The question of who should lead institutions is important for the sake of increasing diversity and representation, but another important consideration is the demographic makeup of the students that presidents serve. Some argue that presidents ought to be more representative of their students. More women are enrolling in college than men, for example, particularly among Blacks and Hispanics. The demographics of college campuses are also expected to increasingly become “majority minority.” In 2014, the nation’s public K-12 schools hit the tipping point and are now majority minority.
Since MLI’s inauguration in 1998, 484 “protégés” have graduated from the program. As of press time, 105 have become presidents, some of multiple institutions, according to MLI. AASCU President Muriel A. Howard says she expects that number to grow, although it can be hard to predict at what rate.
As she notes, the presidential pipeline is not always fast-tracked. The process can take years. “We’ll get calls [from former protégés] saying, ‘It took me nine years, but I made it,’” she says.
Presidential glimpse
One of the primary objectives of the institute is to give protégés a glimpse of what it means to be a president. Another key element of the MLI is that the sitting presidents serve as “faculty” when the institute meets, giving aspiring presidents the chance to learn directly from them.
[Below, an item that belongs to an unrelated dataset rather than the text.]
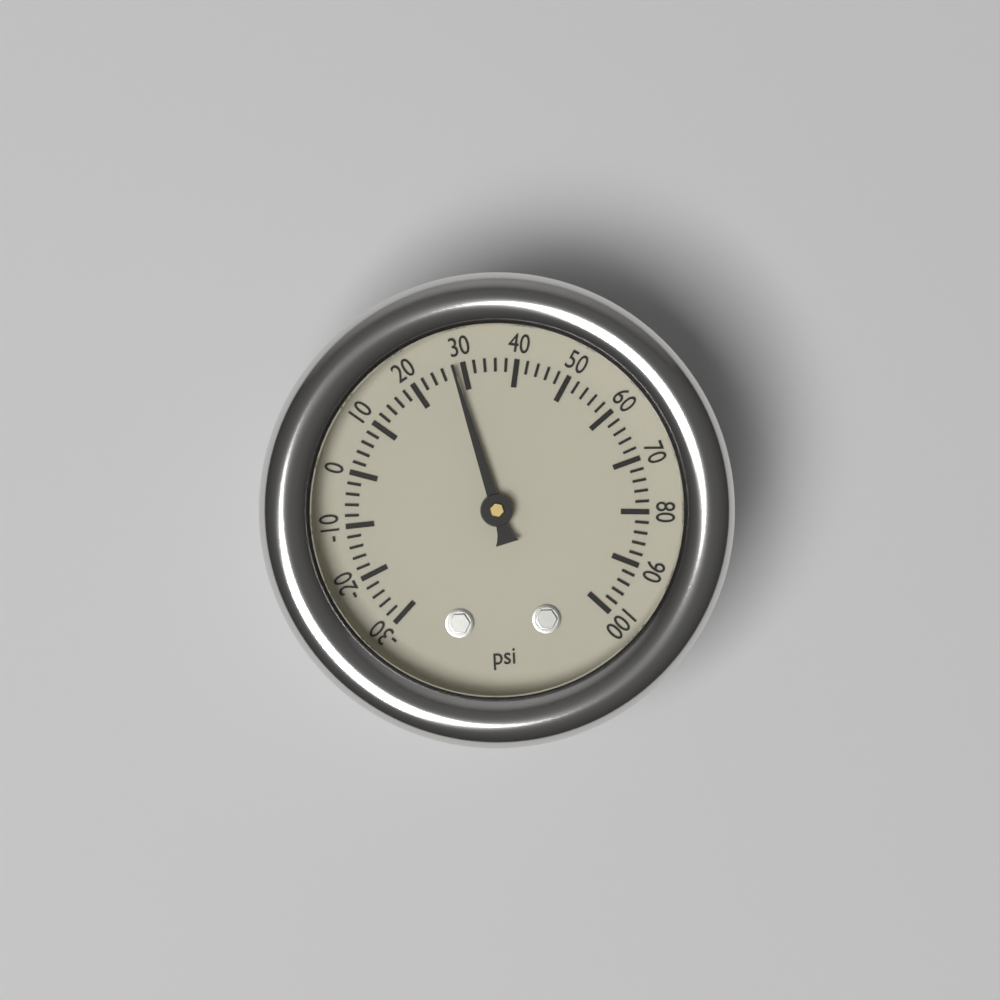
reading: 28 psi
“We think [MLI is] very impactful. Those who have participated in it, and have also been through other leadership programs, tell us that the MLI Institute is the best of all,” says Dr. Mickey L. Burnim, president of Bowie State University and chair of the MLI Executive Steering Committee.
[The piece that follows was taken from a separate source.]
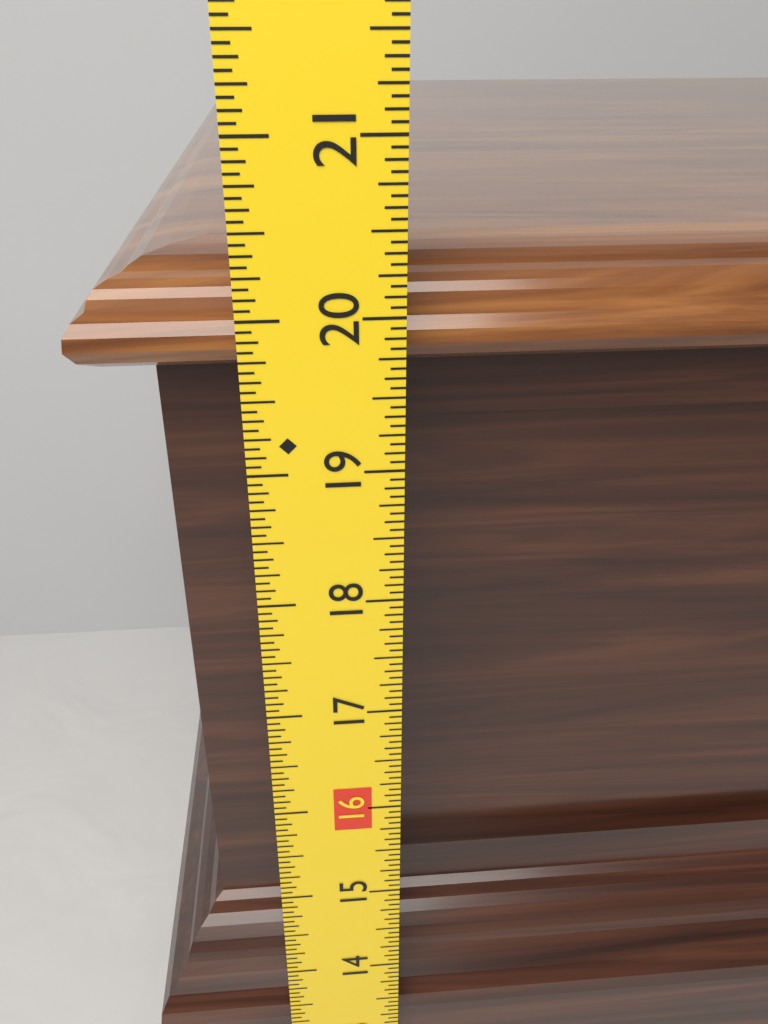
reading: 20.2500 in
Presidents have an increasingly diffuse list of job requirements, such as serving as the campus lightning rod for the media during the inevitable institutional crisis; spearheading major fundraising efforts; and maintaining sometimes complex relationships with governing boards, trustees and the federal government. While juggling all these demands, presidents are also expected to maintain at least a modicum of grace and panache, no matter how trying the circumstances.
Throughout the conference, protégés meet with sitting presidents to discuss their career path and are occasionally challenged to try out the same tasks presidents are expected to fulfill. For example, protégés spend an afternoon answering questions about campus difficulties from a “reporter” on camera. The institute culminates with a visit to elected officials on Capitol Hill.
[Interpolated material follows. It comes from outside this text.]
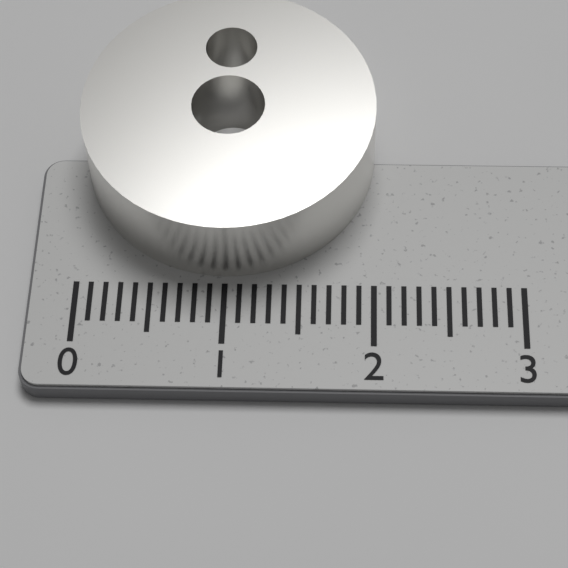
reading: 2.0 (no unit)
MLI’s approach is a hands-on one, but the idea is to give protégés a realistic sense of what lies in store if they decide to become a president. As Sias says, being a college or university president is a round-the-clock job. “One of the strengths of AASCU is that you really want to train people to be presidents, but you also want to give them a real taste of what it’s like on a 24/7 basis to be a university president,” she says. “Because it may not be for everybody and you don’t want somebody getting in the job and finding that out.”
After the institute, graduates are paired with mentors, whom they are expected to remain in contact with and visit their campus to shadow them on the job. Dr. Juliette Bell, who is currently president of the University of Maryland Eastern Shore (UMES), says that Sias was her mentor after she finished the program. Bell serves on the faculty now at the institute, as well as the executive advisory board and the protégé selection committee.
“There is a saying, ‘You don’t know what it’s like to be the president until you’re the president,’ and I think that’s accurate,” Bell says. “But [MLI] certainly gives you insight into what the role entails.”
Staff writer Catherine Morris can be reached at [email protected].